Photo 6. “Safety glass”. Tempered glass withstands blows and even if it fractures, the resulting small fragments are not dangerous.
 
From the preceding it is also evident that tempered glass cannot be worked like ordinary glass – cut, drilled etc. Such operations would simply fragment the glass and they must be performed before the glass is tempered.

In Estonia too several enterprises work with glass tempering, for instance Baltiklaas in Tartu, Klaasimeister in Harjumaa and Andrese Klaas in Tallinn. Industrially the operations connected with tempering (heating, cooling) are performed on a common conveyor line unit.

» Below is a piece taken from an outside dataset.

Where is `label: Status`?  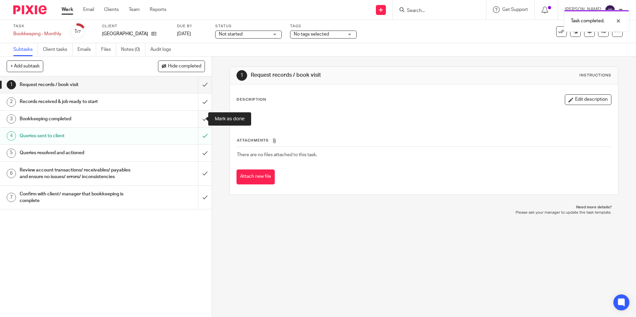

It may also be added that an effect, similar to the heat tempering described above, is achieved by so called chemical tempering. This is based on ionic exchange: on holding the glass object in a potassium salt melt, the sodium ions in the outer layers of the glass are exchanged for potassium ions. Since the Na+ and K+ ions have different volumes (K+ ions larger), this causes an internal stress in the glass. By this method only a comparatively thin (some tens of microns) surface layer is tempered. Unlike thermal tempering even complicated shapes (irregular surfaces) and very thin glass objects can be tempered. And since basically only a very thin surface layer of the glass is stressed, then such glass can also be cut and drilled. The method itself is however more time-consuming and expensive, and so is only used for smaller objects.